◆ **EXERCISE GOAL**
Output the line containing "click on povratak.", then every remaining line of the entries below, exactly as written and with no other text.

[Stored data entries]
------------------------------------

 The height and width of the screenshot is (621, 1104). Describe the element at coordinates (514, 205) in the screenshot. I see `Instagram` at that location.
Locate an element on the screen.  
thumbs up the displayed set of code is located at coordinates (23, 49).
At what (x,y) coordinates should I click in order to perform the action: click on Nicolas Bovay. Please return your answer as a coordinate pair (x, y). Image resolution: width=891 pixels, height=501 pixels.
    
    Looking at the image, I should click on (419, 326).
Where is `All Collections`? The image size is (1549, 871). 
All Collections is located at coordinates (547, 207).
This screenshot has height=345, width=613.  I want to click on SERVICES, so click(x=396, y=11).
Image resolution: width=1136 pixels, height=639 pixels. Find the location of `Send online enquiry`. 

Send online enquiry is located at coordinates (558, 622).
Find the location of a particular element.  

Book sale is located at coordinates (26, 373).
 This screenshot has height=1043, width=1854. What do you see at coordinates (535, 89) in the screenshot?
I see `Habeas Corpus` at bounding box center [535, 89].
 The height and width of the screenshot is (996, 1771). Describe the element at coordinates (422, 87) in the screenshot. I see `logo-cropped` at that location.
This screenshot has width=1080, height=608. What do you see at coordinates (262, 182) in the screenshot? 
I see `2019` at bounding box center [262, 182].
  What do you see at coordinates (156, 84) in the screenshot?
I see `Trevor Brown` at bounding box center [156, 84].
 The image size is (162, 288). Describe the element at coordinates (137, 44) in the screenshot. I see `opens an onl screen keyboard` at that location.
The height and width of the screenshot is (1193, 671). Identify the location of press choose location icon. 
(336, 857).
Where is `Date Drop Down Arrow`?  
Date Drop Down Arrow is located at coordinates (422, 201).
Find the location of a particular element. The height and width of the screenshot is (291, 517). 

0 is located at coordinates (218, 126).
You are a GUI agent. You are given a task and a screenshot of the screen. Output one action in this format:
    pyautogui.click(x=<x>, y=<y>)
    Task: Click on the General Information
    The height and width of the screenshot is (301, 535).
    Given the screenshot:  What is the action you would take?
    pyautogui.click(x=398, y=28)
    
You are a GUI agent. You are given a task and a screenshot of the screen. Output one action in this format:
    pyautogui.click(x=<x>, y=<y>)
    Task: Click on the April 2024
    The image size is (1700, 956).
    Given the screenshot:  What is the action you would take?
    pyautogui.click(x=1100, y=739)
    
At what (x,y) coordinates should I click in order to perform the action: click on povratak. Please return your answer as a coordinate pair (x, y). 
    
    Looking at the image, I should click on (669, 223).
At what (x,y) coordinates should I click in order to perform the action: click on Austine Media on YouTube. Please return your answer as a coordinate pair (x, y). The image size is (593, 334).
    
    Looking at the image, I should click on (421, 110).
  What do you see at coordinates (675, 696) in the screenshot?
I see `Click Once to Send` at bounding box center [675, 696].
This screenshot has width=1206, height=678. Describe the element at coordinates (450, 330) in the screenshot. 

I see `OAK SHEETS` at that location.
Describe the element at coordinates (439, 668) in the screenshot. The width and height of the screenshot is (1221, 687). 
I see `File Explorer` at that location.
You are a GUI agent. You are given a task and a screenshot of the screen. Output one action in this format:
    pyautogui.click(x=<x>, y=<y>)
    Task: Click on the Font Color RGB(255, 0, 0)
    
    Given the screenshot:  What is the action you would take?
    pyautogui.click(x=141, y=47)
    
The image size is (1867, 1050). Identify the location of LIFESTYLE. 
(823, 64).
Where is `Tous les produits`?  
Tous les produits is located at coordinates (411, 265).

------------------------------------

◆ **RESULT OF THE TASK**
At what (x,y) coordinates should I click in order to perform the action: click on povratak. Please return your answer as a coordinate pair (x, y). 
    
    Looking at the image, I should click on (669, 223).
At what (x,y) coordinates should I click in order to perform the action: click on Austine Media on YouTube. Please return your answer as a coordinate pair (x, y). The image size is (593, 334).
    
    Looking at the image, I should click on (421, 110).
  What do you see at coordinates (675, 696) in the screenshot?
I see `Click Once to Send` at bounding box center [675, 696].
This screenshot has width=1206, height=678. Describe the element at coordinates (450, 330) in the screenshot. 

I see `OAK SHEETS` at that location.
Describe the element at coordinates (439, 668) in the screenshot. The width and height of the screenshot is (1221, 687). 
I see `File Explorer` at that location.
You are a GUI agent. You are given a task and a screenshot of the screen. Output one action in this format:
    pyautogui.click(x=<x>, y=<y>)
    Task: Click on the Font Color RGB(255, 0, 0)
    
    Given the screenshot:  What is the action you would take?
    pyautogui.click(x=141, y=47)
    
The image size is (1867, 1050). Identify the location of LIFESTYLE. 
(823, 64).
Where is `Tous les produits`?  
Tous les produits is located at coordinates (411, 265).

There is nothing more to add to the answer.